To Pilate, governor of Jerusalem, seated upon the ivory chair of office before the palace, came the message of his wife. He glanced down at it with some impatience, when Diomed thrust the tablets into his hand with a hurried word of explanation.
“Have thou nothing to do with that righteous man,” he read, “for I have suffered many things this day in a dream because of him.”
The message was signed and sealed with the signet of the Roman princess. Pilate’s pallid and heavy face whitened to the lifeless hues of the wax upon [pg 161]which the fateful words were written. Before him stood the drooping but still majestic figure of the Nazarene, robed in the purple robe of his torture and wearing the crown of thorns, a piteous sight, before which angels were vailing their shamed faces. Beyond the strong cordon of the Roman guard surged the wildest, cruelest mob of all the ages.
The governor rose to his feet slowly, and, advancing to the side of the prisoner, exclaimed in his loud, passionless voice, “Behold the man!”
Mocking laughter, furious incoherent shouts, coupled with the dreadful, insistent, “Crucify him! Crucify him!” burst out in wilder clamor.
Pilate looked forth over the sea of terrible upturned eyes, and his huge limbs trembled beneath him. Again he glanced at the pale, melancholy face of [pg 162]the prisoner. “The fellow is naught but a Jewish peasant,” he assured himself. “And after all, what use to cast Roman justice before dogs. They will have none of it.” Loudly he called for water in a basin, and in sight of them all washed his hands with spectacular solemnity, saying, “I am innocent of the blood of this just person: see ye to it!”
Back came the mocking, inhuman cry, “His blood be upon us and upon our children!”
Pilate ground his teeth in impotent rage, and, seizing Jesus roughly by the shoulder, he thrust him forward in the face of the mob. “Shall I crucify your King?” he shouted derisively.
“We have no king but Cæsar!” was the blasphemous answer. And with that word was the scroll rolled up and sealed [pg 163]with the seven seals of wrath against the day of wrath.
And they took Jesus and led him away.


Brief:
Select from the data all lines with the word "Solar".

== Exercise input

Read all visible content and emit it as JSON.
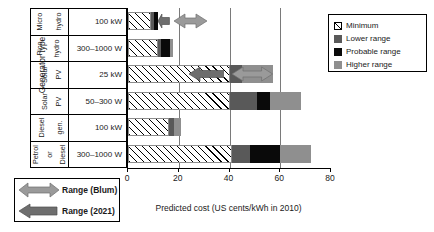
{
  "axis": {
    "y_caption": "Generator type",
    "x_caption": "Predicted cost (US cents/kWh in 2010)",
    "x_ticks": [
      0,
      20,
      40,
      60,
      80
    ]
  },
  "rows": [
    {
      "type_line1": "Micro",
      "type_line2": "hydro",
      "size": "100 kW"
    },
    {
      "type_line1": "Pico",
      "type_line2": "hydro",
      "size": "300–1000 W"
    },
    {
      "type_line1": "Solar",
      "type_line2": "PV",
      "size": "25 kW"
    },
    {
      "type_line1": "Solar",
      "type_line2": "PV",
      "size": "50–300 W"
    },
    {
      "type_line1": "Diesel",
      "type_line2": "gen.",
      "size": "100 kW"
    },
    {
      "type_line1": "Petrol",
      "type_line2": "or",
      "type_line3": "Diesel",
      "size": "300–1000 W"
    }
  ],
  "legend": {
    "items": [
      {
        "label": "Minimum",
        "swatch": "hatch",
        "color": "#ffffff"
      },
      {
        "label": "Lower range",
        "swatch": "solid",
        "color": "#595959"
      },
      {
        "label": "Probable range",
        "swatch": "solid",
        "color": "#0a0a0a"
      },
      {
        "label": "Higher range",
        "swatch": "solid",
        "color": "#8f8f8f"
      }
    ]
  },
  "arrow_legend": {
    "items": [
      {
        "label": "Range (Blum)",
        "icon": "double-arrow-icon",
        "color": "#9a9a9a"
      },
      {
        "label": "Range (2021)",
        "icon": "left-arrow-icon",
        "color": "#6e6e6e"
      }
    ]
  },
  "chart_data": {
    "type": "bar",
    "orientation": "horizontal",
    "stacked": true,
    "title": "",
    "xlabel": "Predicted cost (US cents/kWh in 2010)",
    "ylabel": "Generator type",
    "xlim": [
      0,
      80
    ],
    "xticks": [
      0,
      20,
      40,
      60,
      80
    ],
    "grid": "vertical gridlines at 20, 40, 60",
    "legend_position": "top-right",
    "categories": [
      "Micro hydro 100 kW",
      "Pico hydro 300-1000 W",
      "Solar PV 25 kW",
      "Solar PV 50-300 W",
      "Diesel gen. 100 kW",
      "Petrol or Diesel 300-1000 W"
    ],
    "series": [
      {
        "name": "Minimum",
        "color": "#ffffff",
        "values": [
          9.2,
          12.0,
          40.0,
          40.0,
          16.0,
          41.0
        ]
      },
      {
        "name": "Lower range",
        "color": "#595959",
        "values": [
          1.2,
          1.2,
          5.0,
          11.0,
          2.0,
          7.0
        ]
      },
      {
        "name": "Probable range",
        "color": "#0a0a0a",
        "values": [
          1.6,
          3.2,
          0.0,
          5.0,
          0.0,
          12.0
        ]
      },
      {
        "name": "Higher range",
        "color": "#8f8f8f",
        "values": [
          0.0,
          1.2,
          12.0,
          12.0,
          3.0,
          12.0
        ]
      }
    ],
    "cumulative_ends": [
      {
        "category": "Micro hydro 100 kW",
        "minimum": 9.2,
        "lower": 10.4,
        "probable": 12.0,
        "higher": 12.0
      },
      {
        "category": "Pico hydro 300-1000 W",
        "minimum": 12.0,
        "lower": 13.2,
        "probable": 16.4,
        "higher": 17.6
      },
      {
        "category": "Solar PV 25 kW",
        "minimum": 40.0,
        "lower": 45.0,
        "probable": 45.0,
        "higher": 57.0
      },
      {
        "category": "Solar PV 50-300 W",
        "minimum": 40.0,
        "lower": 51.0,
        "probable": 56.0,
        "higher": 68.0
      },
      {
        "category": "Diesel gen. 100 kW",
        "minimum": 16.0,
        "lower": 18.0,
        "probable": 18.0,
        "higher": 21.0
      },
      {
        "category": "Petrol or Diesel 300-1000 W",
        "minimum": 41.0,
        "lower": 48.0,
        "probable": 60.0,
        "higher": 72.0
      }
    ],
    "annotations": [
      {
        "row": "Micro hydro 100 kW",
        "type": "Range (2021)",
        "style": "left-arrow",
        "from": 12.0,
        "to": 16.5
      },
      {
        "row": "Micro hydro 100 kW",
        "type": "Range (Blum)",
        "style": "double-arrow",
        "from": 18.0,
        "to": 31.0
      },
      {
        "row": "Solar PV 25 kW",
        "type": "Range (2021)",
        "style": "left-arrow",
        "from": 24.0,
        "to": 38.0
      },
      {
        "row": "Solar PV 25 kW",
        "type": "Range (Blum)",
        "style": "double-arrow",
        "from": 41.0,
        "to": 57.0
      }
    ]
  }
}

====

Response to the exercise:
      "type_line1": "Solar",
      "type_line1": "Solar",
      "Solar PV 25 kW",
      "Solar PV 50-300 W",
        "category": "Solar PV 25 kW",
        "category": "Solar PV 50-300 W",
        "row": "Solar PV 25 kW",
        "row": "Solar PV 25 kW",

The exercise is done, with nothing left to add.